The second condition is that the relationship between the PLO and the PA be redefined, for the PLO provides the political and national authority for the PA. The overlapping of PLO and PA institutions must be reversed. Intervention must be limited to that required by their complementary roles and the representation of PA institutions within the PLO. The policy of replacing PLO institutions with those of the PA must be stopped. The PA simply cannot play the unifying and representative role for our people in the homeland and Diaspora that the PLO does.
And finally, everyone must realise that we are still in the stage of national liberation and that we must bow to the rules and conditions of this stage. We cannot talk about the "dualism of authority and opposition". We must realise that concepts like unified authority only take place in liberated countries. Due to the lack of an authority that is independent and sovereign, and due to the occupying power's failure to recognise the right of return, no Palestinian Authority will be able to expand its power except through broadening its political and social base and adopting national interests. And thus we continue to strive for the establishment of a unified national government in which all can participate and apply the principle of "partners in blood, partners in decision-making". We strive for this so that we can end the years of monopolised authority that have created a breeding ground for political, financial and moral corruption that has threatened our future and national cause.

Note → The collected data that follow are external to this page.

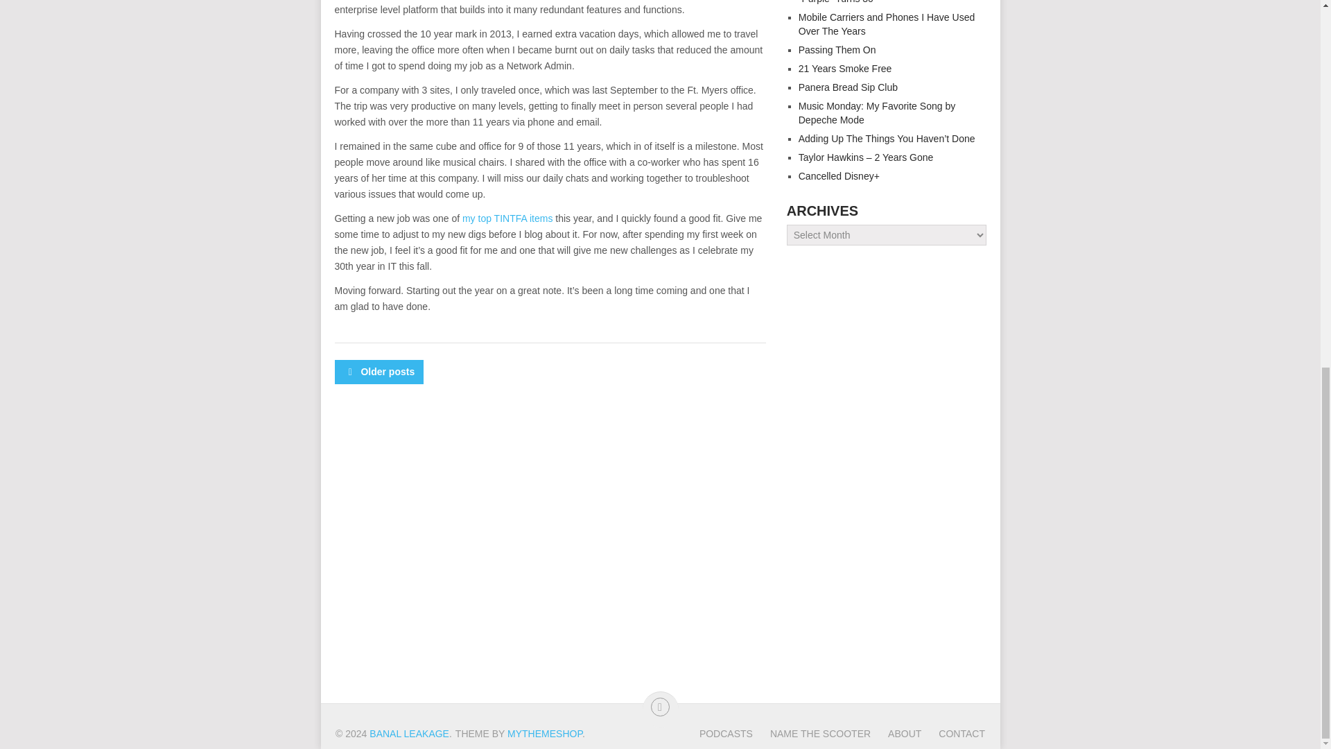 This screenshot has height=749, width=1331. I want to click on ABOUT, so click(896, 733).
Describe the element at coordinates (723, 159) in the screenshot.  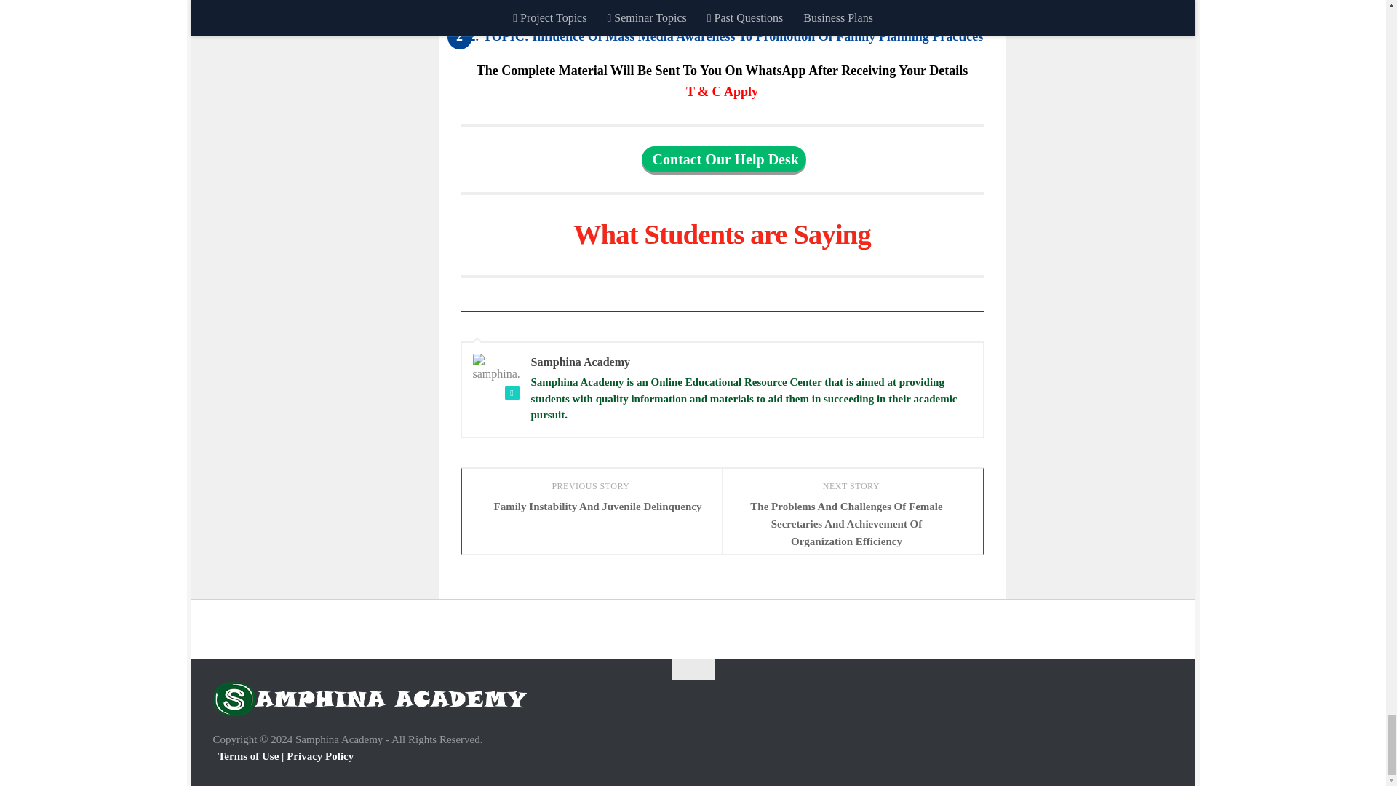
I see `Contact Information Page` at that location.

Sharon's unilateral withdrawal plan seeks to transform the Gaza Strip into a huge prison and create a blackout for the international community. The withdrawal from Gaza is meant to serve as a curtain to cover his expansionist plans in the West Bank and Jerusalem and cement the facts of settlements, annexation, and the Apartheid Wall. It seeks to steal more than 58 per cent of the West Bank and besiege its population within three separate cantons, thus preventing the establishment of a viable, geographically contiguous and free Palestinian entity. As such, it is necessary to confront Sharon's plan immediately through implementation of the Cairo Declaration as a whole. Without possessing the condition of Palestinian unity, we cannot work on restructuring the political and negotiating process on the basis of international law and halt implementation of Sharon's plans so as to regain full rights to return, self- determination, and an independent and sovereign Palestinian state on all lands occupied in 1967 with Jerusalem as its capital.
It is the responsibility of us all. Let's overcome organisational struggles and unify against the Zionist enemy that is occupying Palestinian and Arab land. Let's rise up to the level of national responsibility, and surpass the zealous partisanship of organisational programmes to arrive at national commonalty, as mapped by the Cairo Declaration. Sharon is now announcing a plan to intensify the Judaisation of Jerusalem and settlement expansion in the West Bank following withdrawal from the Gaza Strip. Let's arrive at a programme for a single and united people; for our cause, our rights, our land, and our Jerusalem are threatened as 2006 draws near.
* The writer is secretary-general of the Democratic Front for the Liberation of Palestine.